The NCBC SOWG page is currently focussed on provided a listing of "gold standard" NCBC-approved ontologies to promote data sharing and systems interoperability across NCBCs.
Right now, NCBO almost exclusively focuses on tools they are being funded to create, distribute, and support (http://www.bioontology.org/tools.html), but I believe it would be helpful for them (the experts) to host a list with a wider scope than that, since there is so much more out there and in fairly widespread use.
Having said that, you were right to pick out Protege. It is THE most widespread ontology curation tool in use today. It's quite a remarkable feat they (in collaboration with the U. Manchester OWL group) were able to take a tool based on the highly complex Protege-Frames (OKBC) formalism and adapt it to OWL. Unfortunately, that did not come without a price, and as we've all learned the hard way, there are some "gotchas" one needs to be aware of when working with Protege-OWL. Protege v4 (built on OWL v1.1 from the ground up) is a completely re-engineered tool that eliminates many of these issues, but its still relatively new (about 1 year old) and doesn't have all the functionality of its bigger brother (Protege v3 - currently at v3.3.1).

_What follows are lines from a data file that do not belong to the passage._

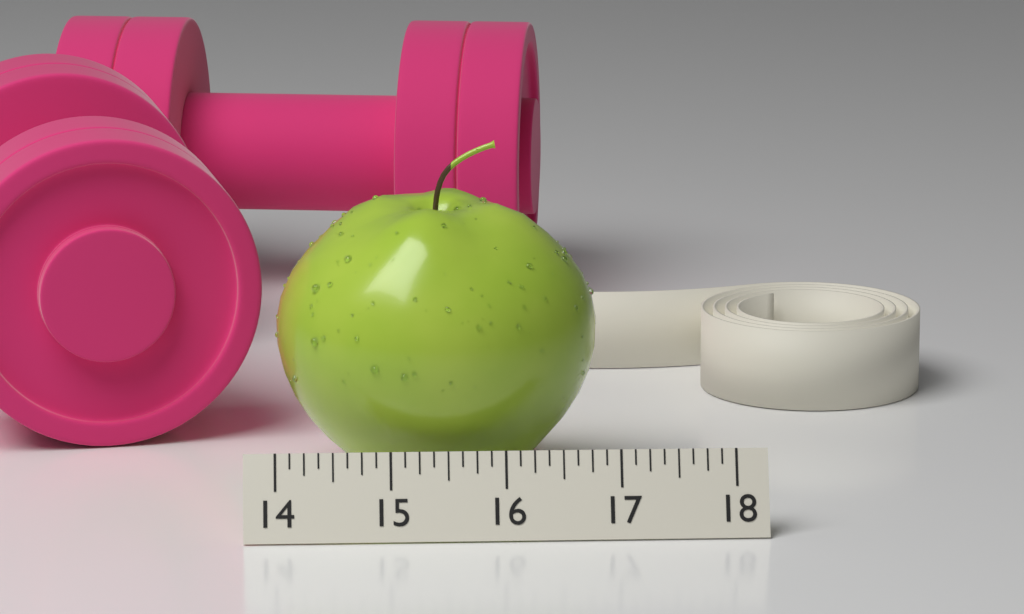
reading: 16.875 (no unit)
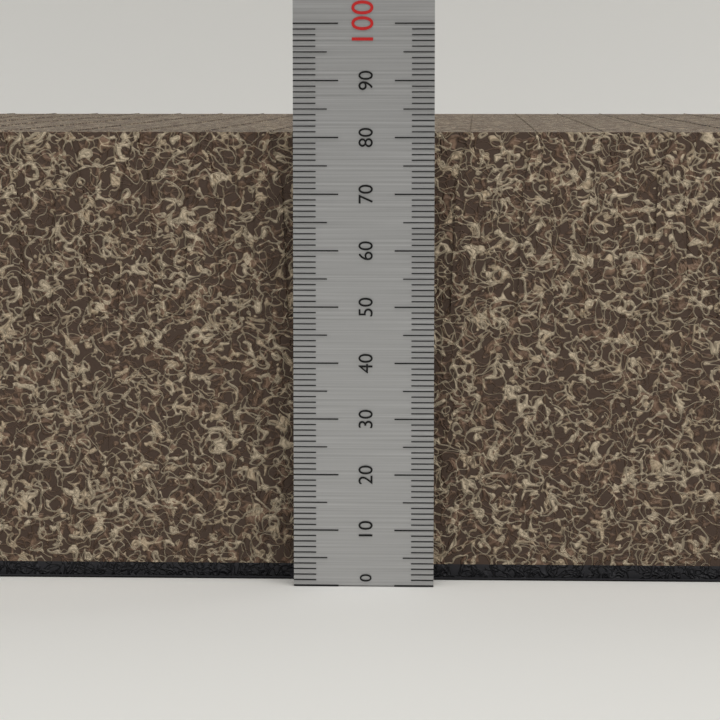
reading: 81 (no unit)
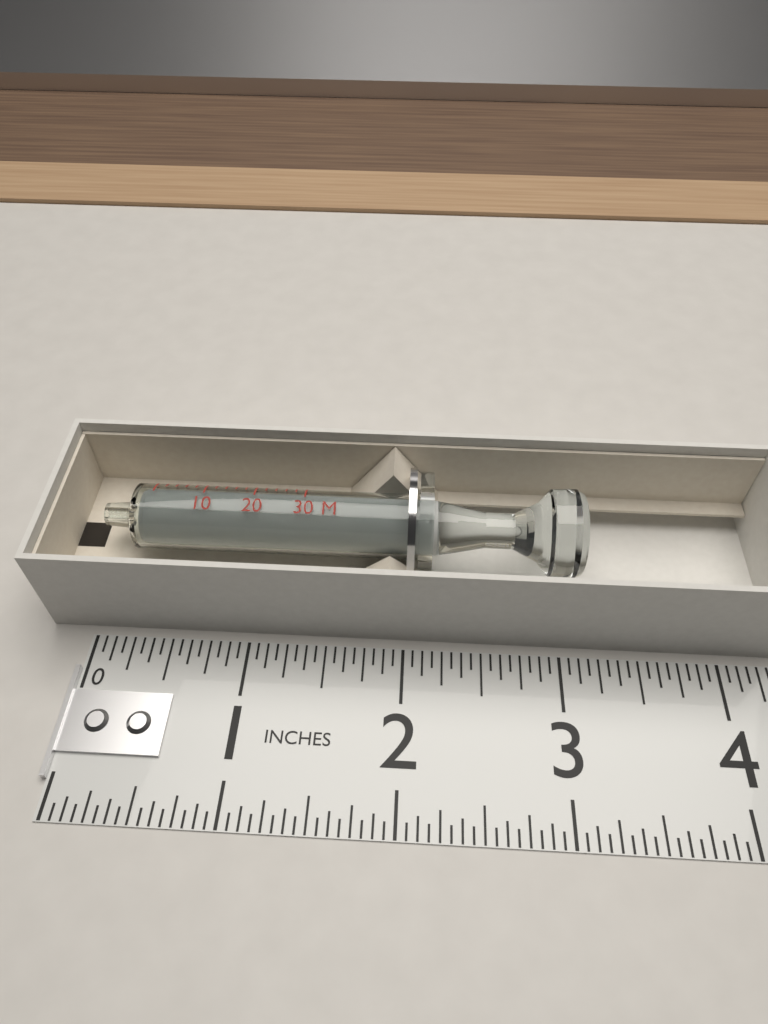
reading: 3.1250 in
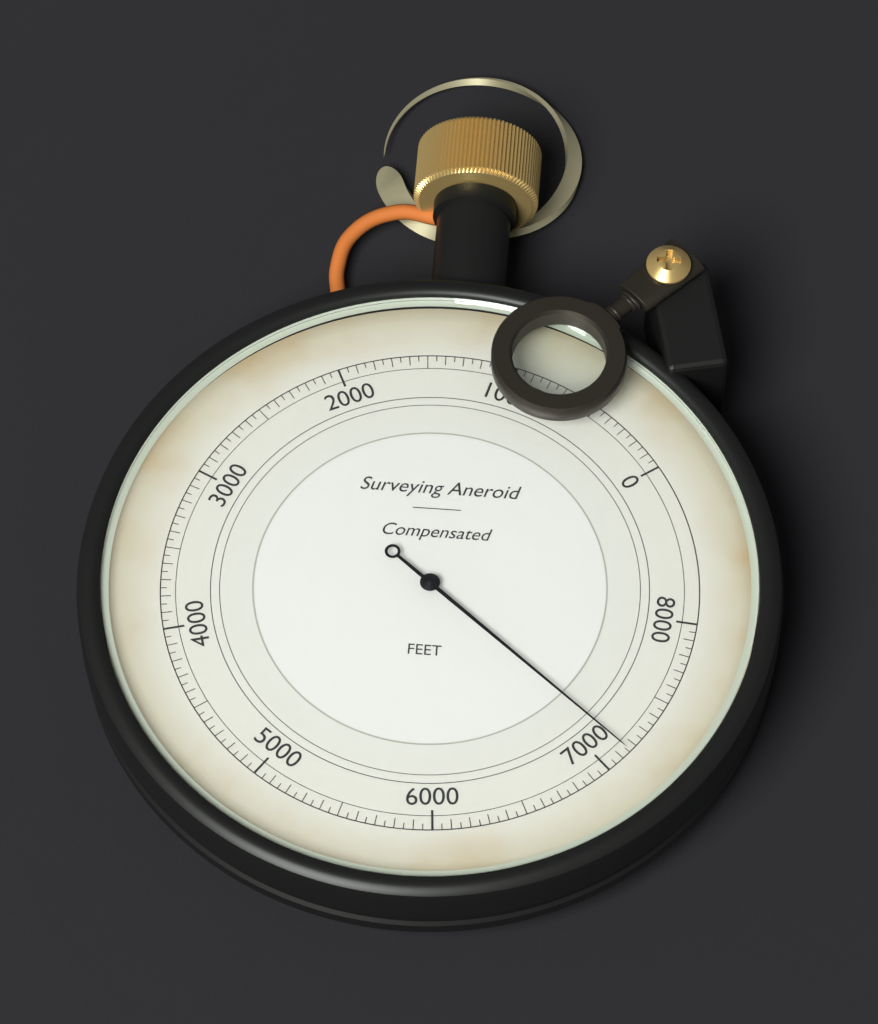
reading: 7150 ft
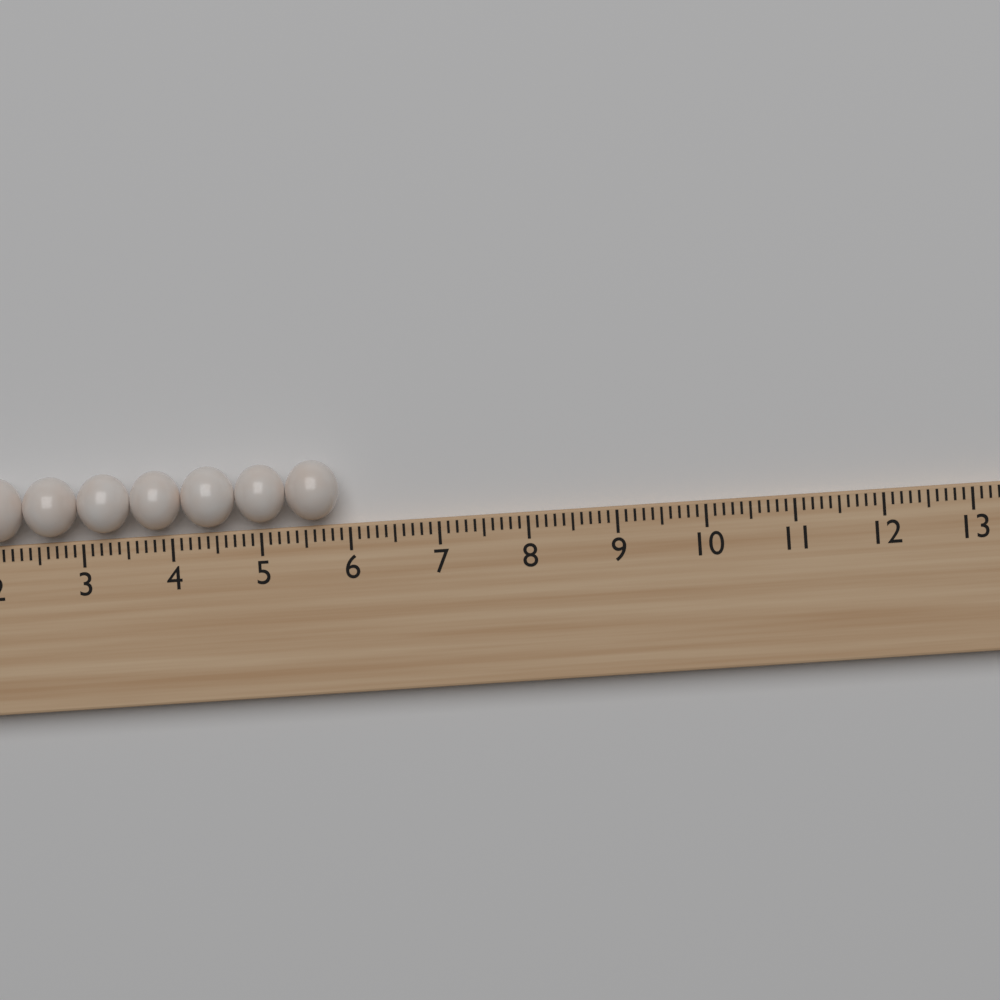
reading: 5.9 (no unit)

One of the reasons I assembled this list is because I tend to use > 1 tool at a time when curating/developing ontologies. Frequently, I'll be running ontology generation/processing code in Netbeans coding against the Jena libraries, while also checking the results both in Protege and SWOOP, using an XML editor such as oXygen to check for certain anomologies in the RDF/XML representation, and running QA tests on the structure using the Pellet DIG reasoner.
Cheers,
Bill
Sep 22, 2007 03:09 PM | Bill Bug
RE: Tools for working with ontologies
I forgot to mention there is one more ontology community-based
Wiki/Forum that has been around for quite some time and does
reference a lot of info. That is the Ontolog Wiki started quite a
while ago by Peter Yim, now maintained by Peter, Kurt Conrad and
Leo Oberst (the latter of MITRE). I find this Wiki quite dense,
making it both hard to see the forest for the trees and difficult
to find a particular set of trees.
Still - there is a wealth of information here, and an ongoing set of conference calls associate with this forum.
There is also the OntoWorld Wiki (http://ontoworld.org/wiki/Main_Page) associated with the very important annual International Semantic Web Conference (ISWC).
In both cases, these sites both include a breath of coverage that is in no way limited to the biomedical domain, while also tending to be focussed specifically on the project undertaken by the participants of those forums, as opposed to also casting an eye outward to keep track of all the other relevant projects and tools.
Cheers,
Bill
Still - there is a wealth of information here, and an ongoing set of conference calls associate with this forum.
There is also the OntoWorld Wiki (http://ontoworld.org/wiki/Main_Page) associated with the very important annual International Semantic Web Conference (ISWC).
In both cases, these sites both include a breath of coverage that is in no way limited to the biomedical domain, while also tending to be focussed specifically on the project undertaken by the participants of those forums, as opposed to also casting an eye outward to keep track of all the other relevant projects and tools.